Working Papers
Presentations: Inter-Finance PhD Seminar, 89th Annual Meetings of the Midwest Economics Association, Federal Reserve Board Financial StabilityWorkshop, UCLA Anderson Finance Ph.D. Seminar, UCLA Macro Reading Group
Abstract: Private debt lenders, non-bank intermediaries that lend directly to firms, have grown rapidly over the last few decades, playing an increasingly important role in the global provision of credit to corporations. Through a structural principle-agent model, the paper explains the determinants for the rise of private debt and its segmentation in the corporate loan market in the context of the overall evolution of firm lending since the Great Financial Crisis. It argues based on developed theoretical propositions that private debt lenders finance firms that have a size between those of direct bank lending and syndicated lending due to both limitations in accessing syndicated markets due to firm moral hazard concerns and bank marginal costs associated with balance sheet lending. Through a calibration of the model, the paper shows that the joint increase in these margins can explain both the rise of private debt and the evolution of the distribution of loan and firm sizes to which each of these lenders has provided liquidity services since the Great Financial Crisis.
with Saki Bigio and Ali Haider Ismail
Presentations: Bank of Canada’s Summer Workshop on Money, Banking, Payments and Finance, UCLA Macro Reading Group
Abstract: We revisit the Friedman-Schwartz vs. Tobin debate about the Federal Reserve's role in the Great Depression by using modern econometric and quantitative-modeling tools. We calibrate a general equilibrium model with a banking sector and an interbank market, building off Bianchi and Bigio (2022). Our model offers novel contributions to the literature through its banking-focused approach that interconnects money, credit, and output. This framework allows us to leverage aggregate banking data from the era, including interbank rates, to examine the Federal Reserve's policy pass-through into the aggregate economy. The model allows us to weigh the relative importance of various shocks affecting banks and the economy during the period. It is well-suited for conducting counterfactual analyses of policies proposed in Friedman and Schwartz's "A Monetary History of the United States, 1867-1960," particularly an expansion of discount window lending, while accounting for the constraints imposed by the gold standard.
Works in Progress
with Theodore Naff, under Census Bureau Project #3106
Presentations: Ares Research Workshop, Census Center for Economic Studies Research Workshop, Federal Reserve Board Financial Stability Workshop, FSRDC Annual Conference
Abstract: Since the Global Financial Crisis, private credit has emerged as the fastest-growing source of corporate financing in the United States.
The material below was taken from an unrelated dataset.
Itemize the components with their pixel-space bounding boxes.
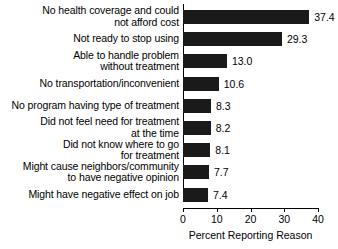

Despite this rise in prominence, the effect of private credit on firm-level real outcomes and innovation remains empirically underexplored as well as theoretically ambiguous because of the potential similarity with other forms of firm financing. This study aims to empirically estimate and theoretically model private credit’s impact on firm dynamics and reassess the broader question of capital structure impacts on real firm outcomes. To observe these effects, we identify firms receiving private credit in Preqin and Pitchbook then merge this set of firms with U.S. census micro-data to examine their outcomes. Our novel database provides transparency into over 17,000 private credit borrowers, showing they are typically mature, small-to medium-sized firms in intangible-intensive industries. We then employ an identification strategy that involves a difference-in-differences comparison between treated firms receiving private credit and a matched synthetic control group of the entirety of U.S. firms that are untreated. Our findings show that after receiving private credit financing for the first time, firm employment rises, especially for private equity-sponsored firms, while pay per worker declines. Innovation also increases post-treatment, reflected in higher patent grants.
with Anand Systla
Abstract: Paper provides a comprehensive summary of how private debt lenders are structured, their typical loan and firm profile as well as their performance. It also provides context for the broader corporate lending environment and how private debt compares and has emerged in this environment. Gaining a thorough understanding of the private debt market is key to fully understanding the complete effects of macroprudential bank regulations, changing firm financing behavior and overall macroeconomic stability.